It remains to be seen weather Swift will break out of being just a language for programming Apple applications.
There is still no way to make gui applications outside of Apple devices. Unless you want to make your own library or generate/maintain Swift bindings for an existing UI library.
Maybe, it will be okay for console only programs or servers but why use that over Java/JVM, nodejs or go?
UI libraries are a poor reason to pick Rust over Swift, given that Rust has a very poor UI story.
Doesn’t your comment apply very equally to Rust? There’s basically Slint and Tauri, and several bindings in various states of disarray. Not exactly very compelling.
The Rust ecosystem has very many strengths, but UI is not one of them.
Regardless, you’re incorrect about there being no way to make GUI applications
The fact that Swift has easier C++ interop than Rust makes the cross platform UI story much easier and more compelling than what I’ve found in Rust.
Bindings are much simpler to manage and can be handled by a single module map file with a single line in it most of the time.
Adding to that, many well established UI libraries depend on classes to implement them. Rusts lack of classes, while wonderful otherwise, makes binding to heavy class based libraries very onerous.
Don’t get me wrong, I really enjoy rust. It’s just, it’s very ill suited for UI work today itself. I almost always write my UI side in C++ if I have to and bind over when needed instead.
My comment wasn't about comparing it to Rust at all. Adwaita for Swift sounds good an all but it still looks immature. Also, the win32 bindings look even more immature. I agree UI is not there yet for Rust and from what I see it's even worse for Swift (unless we're taking about Apple devices).
I'm still not sold on the idea of managing bindings to C++ UI libraries. I'd rather have either the Swift organization or the UI library authors themselves write, maintain and document the bindings. Otherwise, it just seems like fighting against the ecosystem.
From an ergonomics perspective, I write less code with Vapor than the equivalent Rust frameworks. It is slower today though but plenty for my needs, with some speed ups coming with Vapor refactors down the pipe.
I find that I need to spend less time managing shared resources with concurrency , and my code is clearer while being less verbose in general. Features like the trailing closure syntax are much easier to read for me.
I find it closer to how I’d write my Flask servers in the amount of code I need to do myself.
Foundation is being rewritten in Swift, Swift has moved out from under apples GitHub and is pushing more cross platform tooling for windows and Linux.
It’s not as flexible in terms of targets yet as Rust, but it’s also not just locked to Apple platforms.
And for a big chunk of developers, that trade off is fine.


TASK INSTRUCTIONS
Search the entries for lines that contain the word "Clients", and report each one found.

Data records
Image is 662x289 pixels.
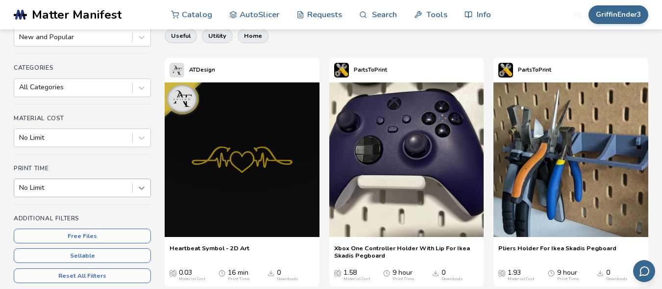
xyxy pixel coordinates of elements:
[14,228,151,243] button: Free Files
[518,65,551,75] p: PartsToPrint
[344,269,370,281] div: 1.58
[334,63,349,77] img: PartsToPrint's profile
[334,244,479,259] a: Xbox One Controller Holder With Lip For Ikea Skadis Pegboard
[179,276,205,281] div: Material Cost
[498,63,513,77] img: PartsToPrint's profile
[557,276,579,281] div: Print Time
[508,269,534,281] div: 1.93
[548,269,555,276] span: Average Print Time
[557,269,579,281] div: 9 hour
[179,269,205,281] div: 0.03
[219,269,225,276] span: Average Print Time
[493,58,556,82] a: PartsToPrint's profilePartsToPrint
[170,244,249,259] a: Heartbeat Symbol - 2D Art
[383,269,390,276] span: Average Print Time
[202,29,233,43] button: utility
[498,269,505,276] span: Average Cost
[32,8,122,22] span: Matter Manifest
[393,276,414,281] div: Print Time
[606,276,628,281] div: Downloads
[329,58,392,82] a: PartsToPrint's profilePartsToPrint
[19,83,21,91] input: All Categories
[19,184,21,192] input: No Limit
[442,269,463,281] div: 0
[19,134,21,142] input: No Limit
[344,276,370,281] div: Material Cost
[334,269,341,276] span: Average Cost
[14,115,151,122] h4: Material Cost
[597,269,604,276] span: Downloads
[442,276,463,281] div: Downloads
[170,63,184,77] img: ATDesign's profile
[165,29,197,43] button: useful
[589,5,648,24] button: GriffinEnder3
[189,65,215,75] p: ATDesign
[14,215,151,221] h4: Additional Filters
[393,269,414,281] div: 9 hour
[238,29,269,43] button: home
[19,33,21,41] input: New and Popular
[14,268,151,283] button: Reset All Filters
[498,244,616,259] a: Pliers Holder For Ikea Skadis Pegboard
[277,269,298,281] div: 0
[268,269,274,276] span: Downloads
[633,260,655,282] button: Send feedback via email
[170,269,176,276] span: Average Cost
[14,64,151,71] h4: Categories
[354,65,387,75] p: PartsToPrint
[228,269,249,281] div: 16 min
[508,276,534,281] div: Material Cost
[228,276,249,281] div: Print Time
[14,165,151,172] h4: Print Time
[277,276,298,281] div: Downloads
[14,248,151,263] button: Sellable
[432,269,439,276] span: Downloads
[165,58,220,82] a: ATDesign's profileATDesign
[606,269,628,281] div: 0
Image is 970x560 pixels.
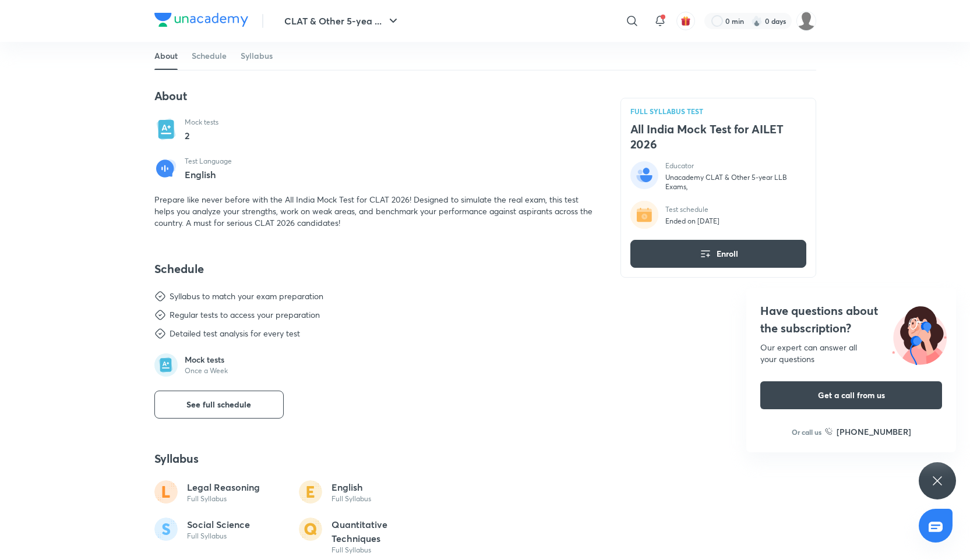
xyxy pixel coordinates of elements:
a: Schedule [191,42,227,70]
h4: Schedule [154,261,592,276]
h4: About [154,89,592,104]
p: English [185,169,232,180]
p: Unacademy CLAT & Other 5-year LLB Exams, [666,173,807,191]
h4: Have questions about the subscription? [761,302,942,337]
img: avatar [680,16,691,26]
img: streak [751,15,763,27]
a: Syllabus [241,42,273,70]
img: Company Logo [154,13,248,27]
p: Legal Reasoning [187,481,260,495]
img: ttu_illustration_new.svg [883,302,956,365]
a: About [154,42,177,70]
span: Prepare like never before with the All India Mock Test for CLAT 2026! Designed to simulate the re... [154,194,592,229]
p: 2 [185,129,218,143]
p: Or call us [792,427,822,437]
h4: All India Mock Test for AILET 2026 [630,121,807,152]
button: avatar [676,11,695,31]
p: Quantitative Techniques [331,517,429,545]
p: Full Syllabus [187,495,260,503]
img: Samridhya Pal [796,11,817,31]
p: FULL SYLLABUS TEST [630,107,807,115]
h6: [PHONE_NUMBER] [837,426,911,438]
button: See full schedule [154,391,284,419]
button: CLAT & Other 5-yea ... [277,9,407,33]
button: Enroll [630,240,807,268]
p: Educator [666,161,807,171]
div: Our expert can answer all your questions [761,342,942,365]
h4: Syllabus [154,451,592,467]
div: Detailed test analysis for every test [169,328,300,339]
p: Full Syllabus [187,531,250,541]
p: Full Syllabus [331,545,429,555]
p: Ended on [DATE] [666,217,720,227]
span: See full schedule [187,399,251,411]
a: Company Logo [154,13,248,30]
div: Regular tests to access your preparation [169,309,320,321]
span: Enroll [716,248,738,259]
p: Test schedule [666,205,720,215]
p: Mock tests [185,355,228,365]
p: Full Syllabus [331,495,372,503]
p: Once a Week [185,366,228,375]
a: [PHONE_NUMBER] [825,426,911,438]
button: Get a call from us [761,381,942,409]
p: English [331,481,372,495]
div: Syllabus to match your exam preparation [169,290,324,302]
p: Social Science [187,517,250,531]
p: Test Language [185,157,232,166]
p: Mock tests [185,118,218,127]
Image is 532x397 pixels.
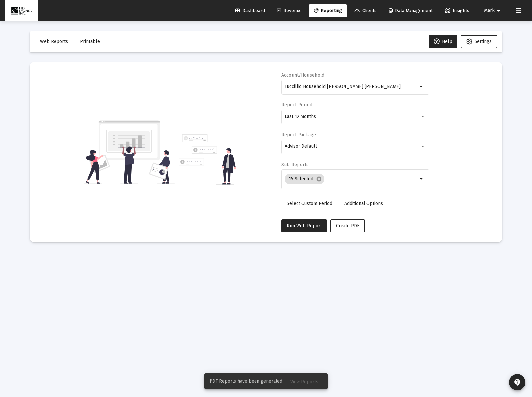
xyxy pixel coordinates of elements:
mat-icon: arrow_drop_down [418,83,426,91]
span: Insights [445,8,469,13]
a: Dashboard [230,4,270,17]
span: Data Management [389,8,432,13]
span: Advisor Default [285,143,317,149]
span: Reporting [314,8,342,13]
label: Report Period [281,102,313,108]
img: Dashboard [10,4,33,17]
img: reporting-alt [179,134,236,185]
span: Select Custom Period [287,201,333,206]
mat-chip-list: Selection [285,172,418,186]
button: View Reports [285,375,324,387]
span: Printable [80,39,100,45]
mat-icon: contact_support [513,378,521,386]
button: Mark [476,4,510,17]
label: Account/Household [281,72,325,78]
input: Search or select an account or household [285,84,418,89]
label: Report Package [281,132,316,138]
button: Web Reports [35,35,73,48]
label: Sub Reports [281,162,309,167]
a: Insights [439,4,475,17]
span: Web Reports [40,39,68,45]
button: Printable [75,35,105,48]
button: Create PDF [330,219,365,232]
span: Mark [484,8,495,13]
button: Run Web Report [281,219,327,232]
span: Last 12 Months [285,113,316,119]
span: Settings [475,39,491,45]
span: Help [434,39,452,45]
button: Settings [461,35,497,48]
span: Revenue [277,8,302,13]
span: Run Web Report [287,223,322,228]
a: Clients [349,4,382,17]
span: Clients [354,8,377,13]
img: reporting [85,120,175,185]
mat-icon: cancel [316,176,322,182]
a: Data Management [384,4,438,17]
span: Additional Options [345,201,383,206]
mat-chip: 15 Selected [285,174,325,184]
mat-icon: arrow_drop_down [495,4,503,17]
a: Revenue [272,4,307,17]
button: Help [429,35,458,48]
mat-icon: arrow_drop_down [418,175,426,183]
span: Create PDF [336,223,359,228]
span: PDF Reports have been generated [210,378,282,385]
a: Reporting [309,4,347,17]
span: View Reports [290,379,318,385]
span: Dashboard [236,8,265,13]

ANSWER TO THIS PROBLEM
a: Clients [349,4,382,17]
span: Clients [354,8,377,13]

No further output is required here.